Upham, Arthur G. January 1995 (has links)
This study examines the sixteenth-century English Reformation background of Spenser's Faerie Queene, Book 3. Recovering this material is not simply a matter of opening a Bible, for various groups in the period, both Catholic and Reformer, interpreted its passages differently. The Book's four primary female characters, Belphoebe, Florimell, Britomart and Amoret, embody different aspects of the virtue, and these come into sharper focus in the light of this background. After a general survey of previous discussions of this topic, Chapter 1 examines the virgin Belphoebe and attitudes about celibacy and virginity current in sixteenth-century England, finding that neither Catholic nor Reformer disparaged this state, although in practice they differed dramatically. Chapter 2, considering the plight of Florimell, shows how her actions demonstrate that her chastity is, as these Reformation writers urge, a matter of the mind and soul, the springs from which virtue and its opposites flow. Her quality derives from such inner conviction. Next, Chapter 3, looking at Britomart, shows that Reformation writers generally do not speak of human love, even in marriage, in a way that comes close to Spenser's poem. However, when they deal with spiritual love, the love the soul is to have for God, they describe it in terms which sound very like those of passionate romantic love. The final chapter brings the insights of the preceding essay to bear on the closing cantos and Amoret's distress. Seen against this background, while she may appear helpless, her mind, like Florimell's, is constant and firm; she remains chaste. Indeed, she prefers imprisonment and even death, to surrendering to her captor.
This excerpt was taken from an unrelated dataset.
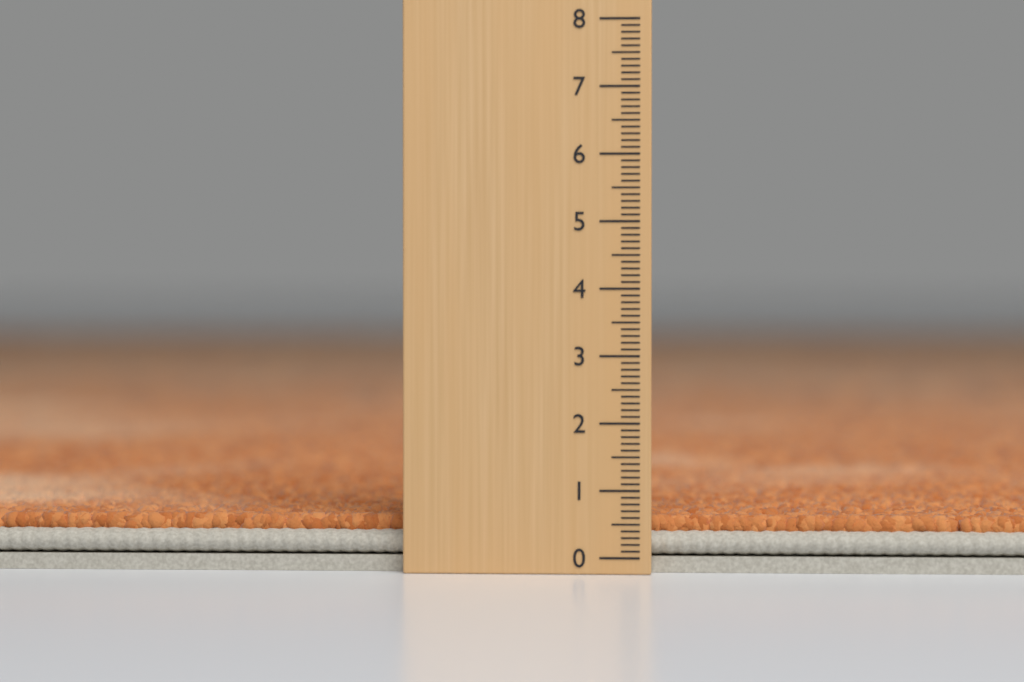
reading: 0.6 (no unit)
Like both Belphoebe and Britomart, what underlies her behaviour is her prior love for her beloved, which is the basis of her chastity, just as the Reformation writers understand it. The perspective on Spenser's poem provided by this Reformation material gives rise to new insights into the text
2

Chastity, the Reformation context, and Spenser's Faerie Queene, book 3

Upham, Arthur G. January 1995 (has links)
No description available.
3

The warrior and the rose : Spenser's iconography of chastity in The faerie queene

Pal, Nandinee January 1987 (has links)
No description available.
4

The warrior and the rose : Spenser's iconography of chastity in The faerie queene

Pal, Nandinee January 1987 (has links)
No description available.
5

The unchaste woman in English fiction, 1835-1880

Mitchell, Sally January 1977 (has links)
The thesis investigates the fictional uses of the figure of the unchaste woman over the period of the early feminist movement in order to trace attitudes towards woman as a sexual being and as a person in her own right. The cheap and popular literature of the period has been used both to illuminate accepted conventions, so that the achievement of major novelists can be more clearly understood, and to discover differences in style, moral intent, and emotional content of the fiction consumed by women of various social classes which may be related to class-based differences in feminine role, expectations, and self-image. [continued in text ...]
6

Sexual engendering constructions of chastity and power in Marlowe and Shakespeare /

Harris, Bernice. January 1993 (has links)
Thesis (Ph.D.)--University of Tulsa, 1993. / Includes bibliographical references (leaves 148-159).